The way we want to make sense of the world around us often has to do with causality. The question we ask is what caused “something” to happen. There is a variable, the “it,” that happened, that is now to be explained. In scientific study this variable is regarded as dependent. An independent variable, or variables, that cause it are then sought. This is also the if-then model of management. In organizations, a familiar explanation for success is that a particular manager or a particular culture caused it. But scholars are increasingly pointing out the fact that this view of the relationship between cause and effect is much too simplistic and leads to a limited or even faulty understanding of what was really going on.

What emerges is, paradoxically, predictable and unpredictable, knowable and unknowable at the same time. This does not mean dismissing planning, or management, as pointless, but means that the future always contains surprises that no one can control.

Emergence

Emergence is often understood as things which just happen and there is nothing we can do about it. But emergence means the exact opposite. The patterns that emerge do so precisely because of what everybody is doing, and not doing. It is what many, many local interactions produce. This is in effect what self-organization means. Each of us is forming plans and making decisions about our next steps all the time. “What each of us does affects others and what they do affects each of us.”

Indefinite number of variables influence what is going on.

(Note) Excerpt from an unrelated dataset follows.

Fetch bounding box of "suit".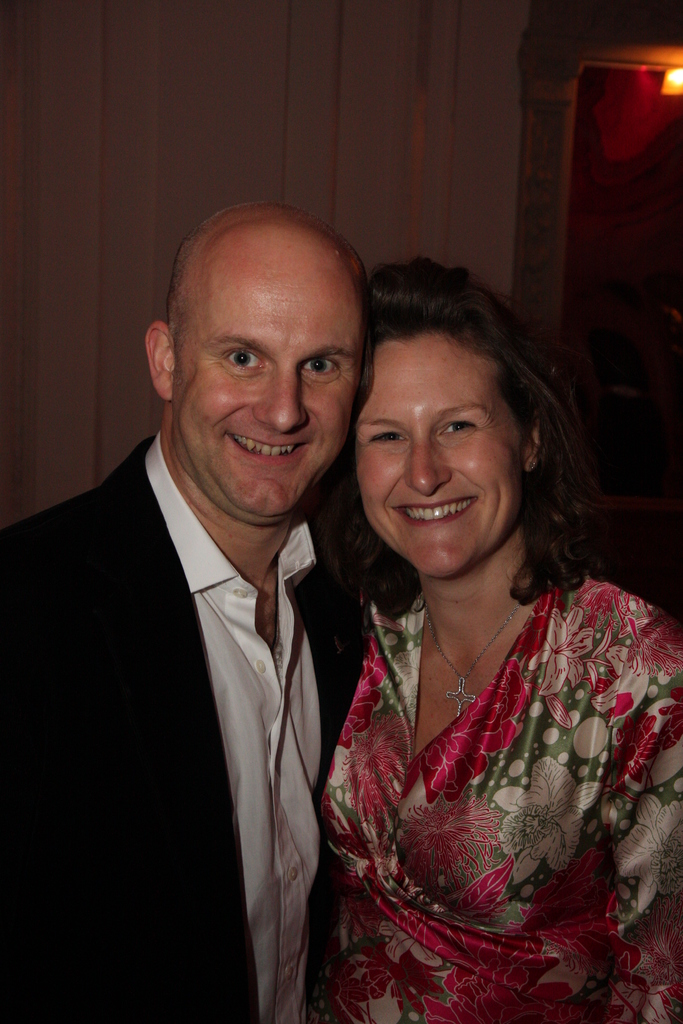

Almost daily, we experience the inability of leaders to choose what happens to their organizations — or to their countries. The links between cause and effect are lost because the tiniest overlooked, or unknown, variable can escalate into a major force. And afterwards you typically can’t trace back. There is no trail that leads you to an independent variable.

Complexity

The sciences of complexity challenge the assumption of earlier systems theories that movement in time can be predictable in the sense that X causes Y, or that the movement follows some archetypes. Complexity means a different theory of causality. It is about emergence.

The future of a complex system is emerging through perpetual creation. Complexity is a movement in time that is both knowable and unknowable. Uncertainty is a basic feature. Although the specific paths are unpredictable, there is a pattern. The pattern is never exactly the same, but there is always some similarity to what has happened earlier.

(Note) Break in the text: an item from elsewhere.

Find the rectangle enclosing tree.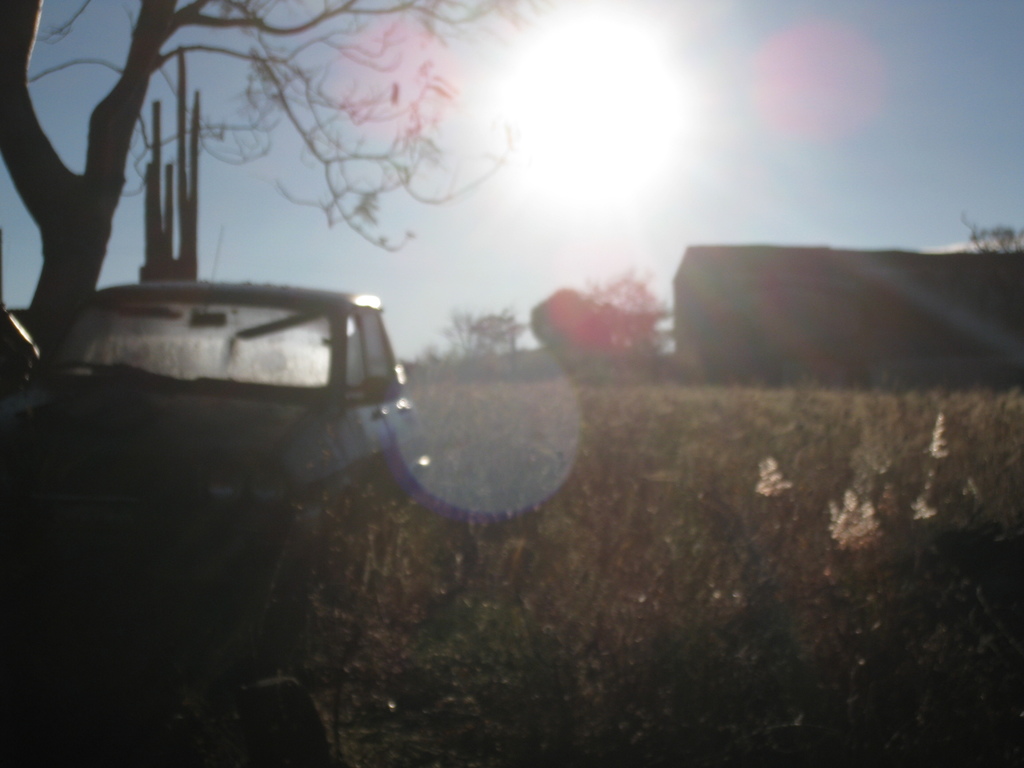
[0, 0, 559, 369].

In the end it is about the combination and interaction of the elements that are present and how all of them participate in co-creating what is happening. The big new idea is to reconfigure agency in a way that brings these relationships into the center. The task today is to see action within these connections and interdependencies. We need to move towards temporality, to understand what is happening in time. An organization is not a whole consisting of parts. An organization, or a country, is a continuously developing or stagnating pattern in time.

Recent developments in psychology/sociology have shown that human agency is not located or stored in an individual, contrary to what mainstream economics would have us believe. The individual mind arises continuously in communication between people. The focus should now be on cooperation and emergent interaction based on interdependence and responsiveness to what is actually happening. Looking at communication, not through it, what we are creating together — and what we could create together. Ilya Prigogine wrote in his book “The End of Certainty” that the future is not given, but under perpetual construction:

“Life is about unpredictable novelty where the possible is always richer than the real.”